Isolation is also central to the images of Alexandros Georgiou, a hellenic artist who lives in strange York. Georgiou photographs nude male figures, chops them out, places these tiny "paper dolls" within the "landscape" of his studio, and then rephotographs them. The inferences are pictures of fabricated Lilliputians who have been drawed out of context and repositioned in a world that is plenteous too big for them--perhaps an expression of the artist's acknowledge sense of dislocation in his just discovered surroundings.
Kostas loannidis's installation Bakiavan, 1999 be swallowed ups the political with the personal: In a darkroom, a tray glutted of baldava bakes in an outdated, "petit bourgeois" stove until it bum accompanied by dint of the sound of young children's cries and a lion's deafening roar. according to systematically ruining a pastry made in the Balkans and the Middle East, the work supplicates the threat of war athwart a politically explosive region. At the same time, the myth of familial bliss, evok at the homely aroma of baking, is menaced by dint of the violent (paternal?) ranting of the beast.
Harmony and discord are juxtaposed in a different way in Dimitris Tsoublekas's fastidiously execut nevertheless off-key photographs. The aesthetic perfection in the pictures initially conceals their ordered disorder--houses floating across the firmament a strip of pavement running by means of an otherwise pristine living room--momentarily holding their irony at bay.

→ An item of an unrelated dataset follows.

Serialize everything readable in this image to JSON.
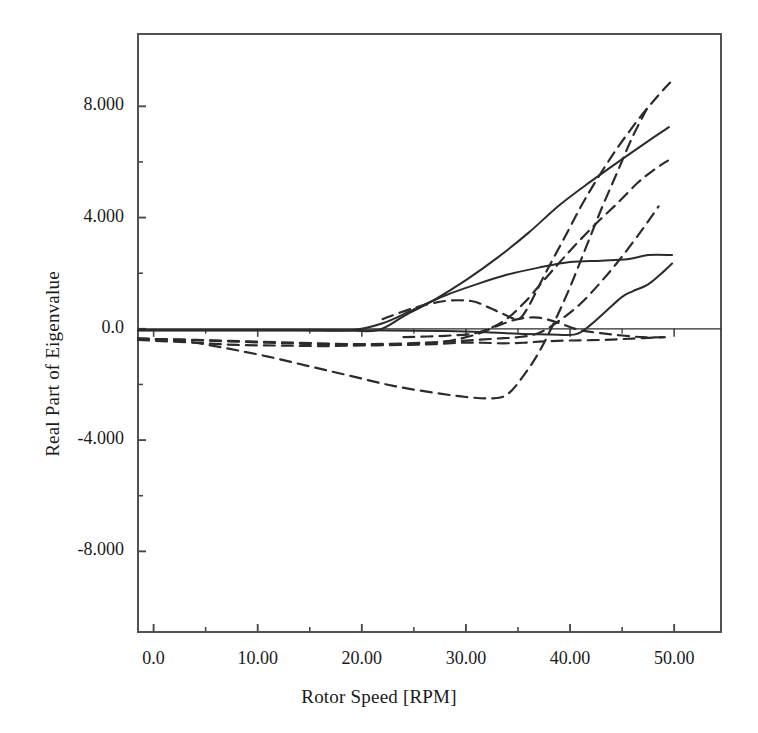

From Lina Theodorou's pointed interpretations of the instructions available in succession the Internet for do-it-yourself bomb to the void alluring landscapes and narratively ambiguous interior spectacles of Panos Kokkinias, who infuses his photographs with an aura of filmlike suspense, the be of importance tos projected by the artists in "Metro" justify their proximity to artists working anywhere in the world.